'Quiet diplomacy' led to release
WASHINGTON — It took months of “quiet diplomacy,” a change in U.S. presidents and an American diplomat’s extraordinary, secret visit to Pyongyang to bring Otto Warmbier home.
U.S. special envoy Joseph Yun was a household name to almost no one before Warmbier’s return to Ohio on Tuesday, yet he joins an exceedingly short list of U.S. officials to set foot in furtive North Korea in recent years. The last such visit is believed to have been in November 2014, when former National Intelligence Director James Clapper brought home two other jailed Americans.
New details that emerged Thursday about Yun’s brief visit to the North Korean capital illustrate the deep level of estrangement between the U.S. and North Korea, two countries that don’t have diplomatic relations and have technically been in a state of war for more than half a century, despite the armistice that ended the Korean War.
When Yun finally laid eyes on the comatose Warmbier in a North Korean hospital, it was the first time the U.S. could verify his condition in person since his sentencing more than a year earlier, the State Department said.

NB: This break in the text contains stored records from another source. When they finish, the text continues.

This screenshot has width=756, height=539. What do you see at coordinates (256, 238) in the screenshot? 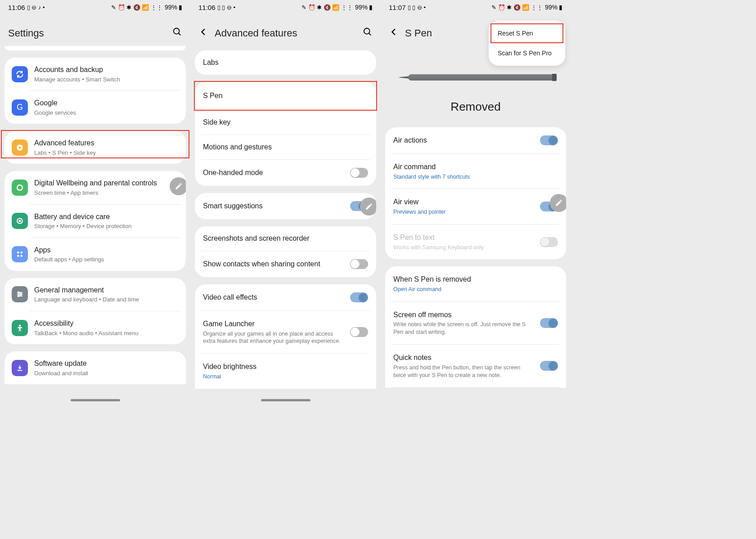
I see `row-title: Screenshots and screen recorder` at bounding box center [256, 238].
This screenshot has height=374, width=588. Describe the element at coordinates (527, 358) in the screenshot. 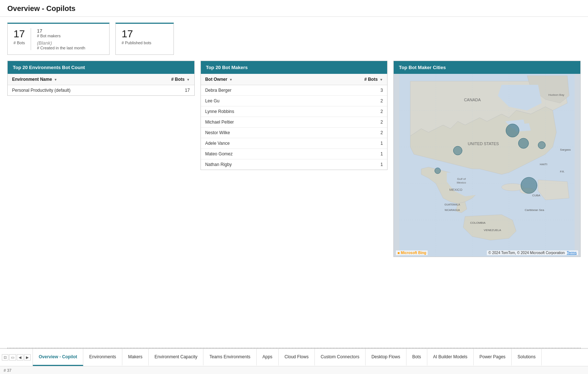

For Yun, a longtime Asia hand who joined the foreign service in 1985, the trip was the culmination of a series of delicate and rare conversations between the U.S. and North Korean officials that transpired since President Donald Trump took office.
They started in Norway, playing the role of neutral third party, and moved to New York, where North Korean diplomats are accredited at the United Nations.
Warmbier, 22, spent almost a year-and-a-half in captivity after being arrested in January 2016. The North accused the University of Virginia student of entering the country under the guise of a tourist and plotting against the nation’s unity with “the tacit connivance of the U.S. government.”
Paraded before the media a month later in Pyongyang, he tearfully apologized for attempting to steal a political banner from a staff-only section of his hotel. The Swedes, who represent U.S. interests in North Korea, managed to visit him in March 2016, a few weeks before he was sentenced to 15 years hard labor.
What happened next, and how Warmbier ended up in a coma, is still unclear.